Surgical navigation systems are used widely among all fields of modern medicine, including, but not limited to ENT- and maxillofacial surgery. As a fundamental prerequisite for image-guided surgery, intraoperative registration, which maps image to patient coordinates, has been subject to many studies and developments. While registration methods have evolved from invasive procedures like fixed stereotactic frames and implanted fiducial markers toward surface-based registration and noninvasive markers fixed to the patient's skin, even the most sophisticated registration techniques produce an imperfect result. Due to errors introduced during the registration process, the projection of navigated instruments into image data deviates up to several millimeter from the actual position, depending on the applied registration method and the distance between the instrument and the fiducial markers. We propose a method that allows to automatically and continually improve registration accuracy during intraoperative navigation after the actual registration process has been completed. The projections of navigated instruments into image data are inspected and validated by the navigation software. Errors in image-to-patient registration are identified by calculating intersections between the virtual instruments' axes and surfaces of hard bone tissue extracted from the patient's image data. The information gained from the identification of such registration errors is then used to improve registration accuracy by adding an additional pair of registration points at every location where an error has been detected. The proposed method was integrated into a surgical navigation system based on paired points registration with anatomical landmarks. Experiments were conducted, where registrations with deliberately misplaced point pairs were corrected with automatic error correction. Results showed an improvement in registration quality in all cases.
The first clinical study for use of an automatic algorithm for recognition and reduction of faulty registration of a CT, navigation was successful. The findings suggest that by using automatic intraoperative registration DRS consisting inaccuracy can be reduced. In practice this means an efficient quality improvement of the Navigation.
Image-guided surgical navigation is on the rise in many different areas of modern medicine and is already an established standard in some disciplines like ear nose and throat (ENT) or maxillofacial surgery. When evaluating surgical navigation systems the absolute accuracy of the device is of major concern to the surgeon. The following work presents two different ways of measuring the accuracy of surgical navigation systems using the example of the KARL STORZ Navigation Panel Unit (NPU). According to these protocols the FDA approval of the NPU navigation system was prepared. In a first series of experiments the accuracy under realistic surgical conditions is evaluated with a phantom of a human head, which is manufactured in rapid-prototyping processes. In another series of experiments a custom registration board is used, which provides means to evaluate the accuracy under optimal conditions and also allows further measurements regarding the registration error, that are not possible with the phantom.

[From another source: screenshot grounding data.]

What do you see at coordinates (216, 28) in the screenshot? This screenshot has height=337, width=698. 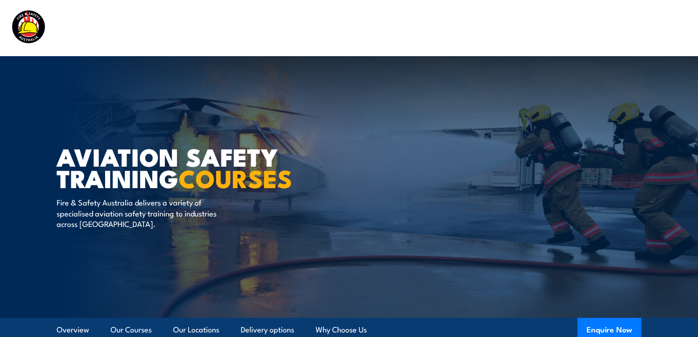 I see `a: Courses` at bounding box center [216, 28].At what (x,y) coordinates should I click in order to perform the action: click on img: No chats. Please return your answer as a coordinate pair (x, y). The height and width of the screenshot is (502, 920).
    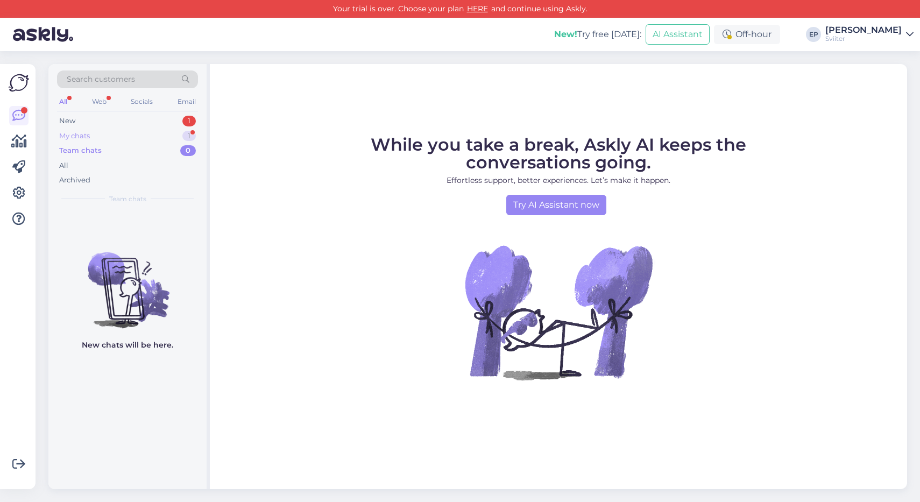
    Looking at the image, I should click on (128, 281).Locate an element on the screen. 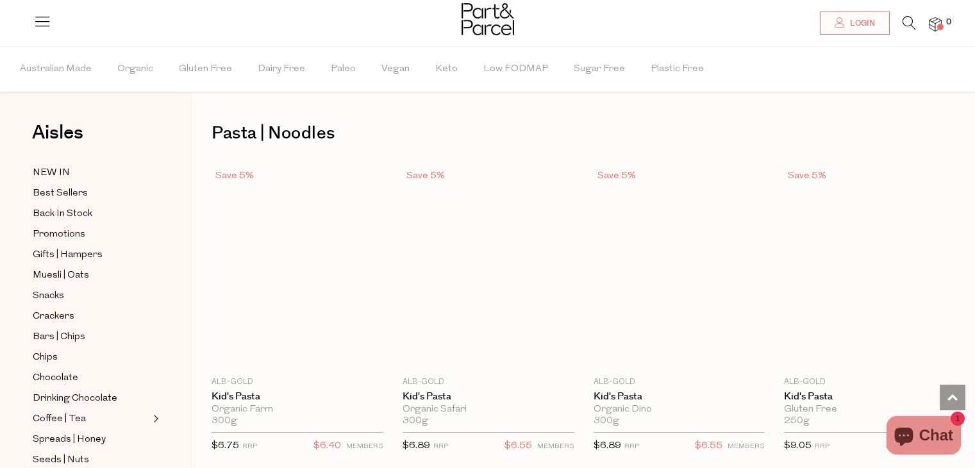 Image resolution: width=975 pixels, height=468 pixels. span: Bars | Chips is located at coordinates (59, 337).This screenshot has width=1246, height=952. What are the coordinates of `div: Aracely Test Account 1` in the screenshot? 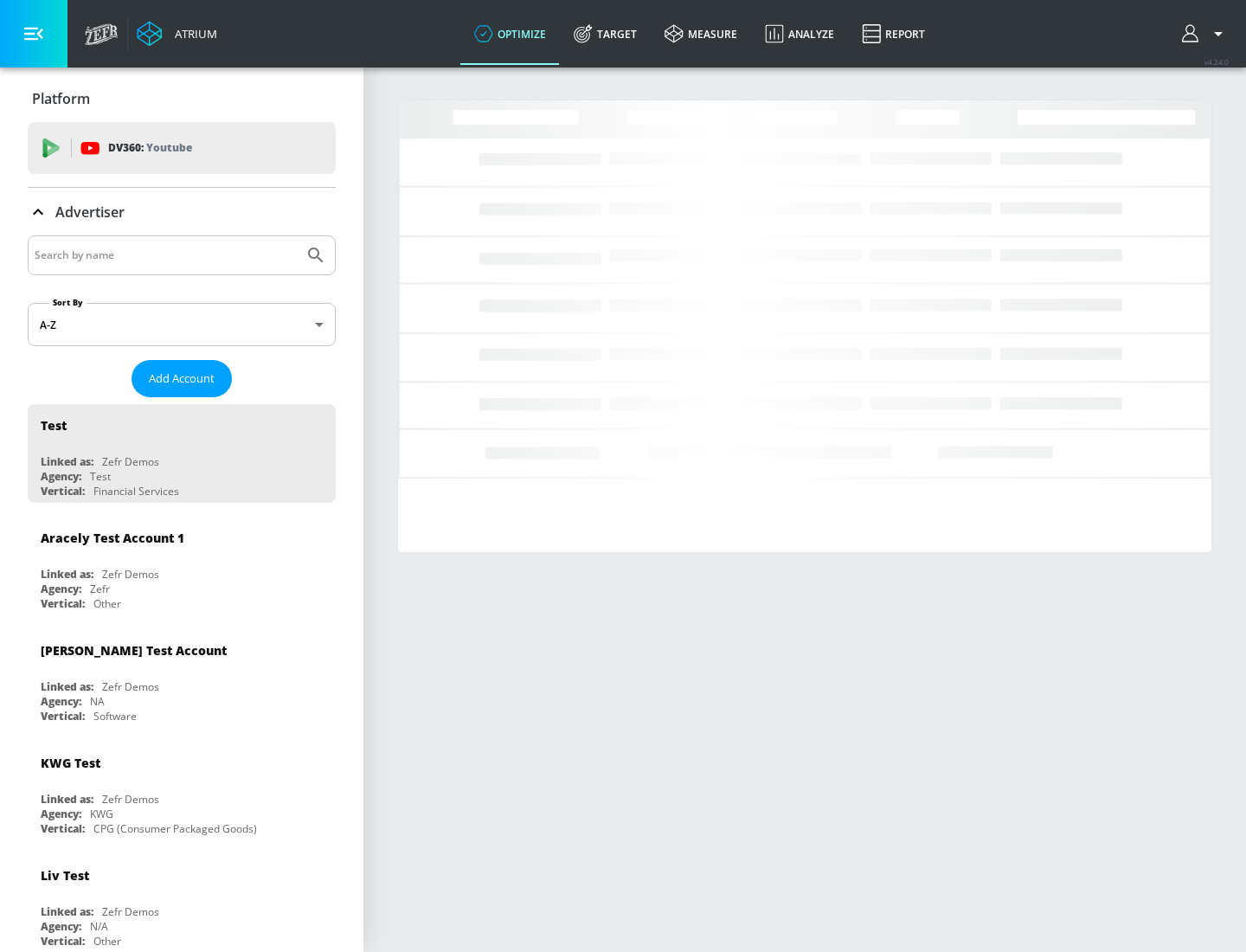 It's located at (113, 537). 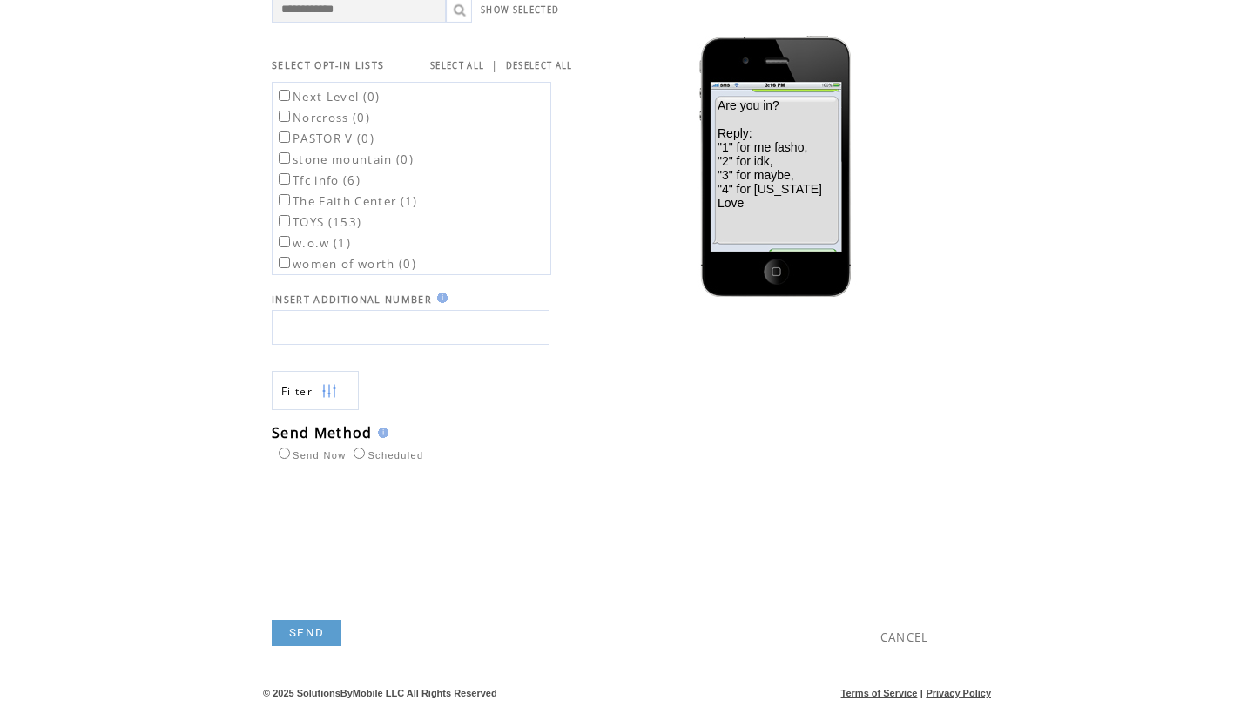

In the experiments an accuracy of 1.44 mm ± 0.18 mm was measured in the surgical setup and 0.63 mm ± 0.07 mm under ideal conditions.
In this article a new navigated drill system for computer assisted ear, nose and throat (ENT) surgery is presented. The navigated drill and the microscope probe are part of a surgical navigation system for ENT-surgery. In particular, the accuracy of the new navigated drill is compared to an existing navigated drill experimentally under conditions close to the surgical workflow. For the technical accuracy experiment, the new navigated drill in combination with the new microscope probe and a particular navigated measurement board have been integrated, together with the current navigated drill, in a navigation system by a special navigation software with measuring function, based on a standard ENT navigation software. The developed navigated measurement board provided the implementation of reproducible experiments and the direct accuracy comparison of the two navigated instruments under the same conditions. Thereby, N = 15 accuracy experiments are performed with both navigated drill systems with three possible tracker positions. The distance between the planned and the touched points were calculated and compared. The average distances from the planned points to the touched points with the new navigated drill is in the left tracker position 1.10 mm, in the middle tracker position 1.14 mm and in the right tracker position 1.59 mm. In comparison to the existing drill, the new navigated drill, measured with each tracker position, is 0.62 mm more accurate.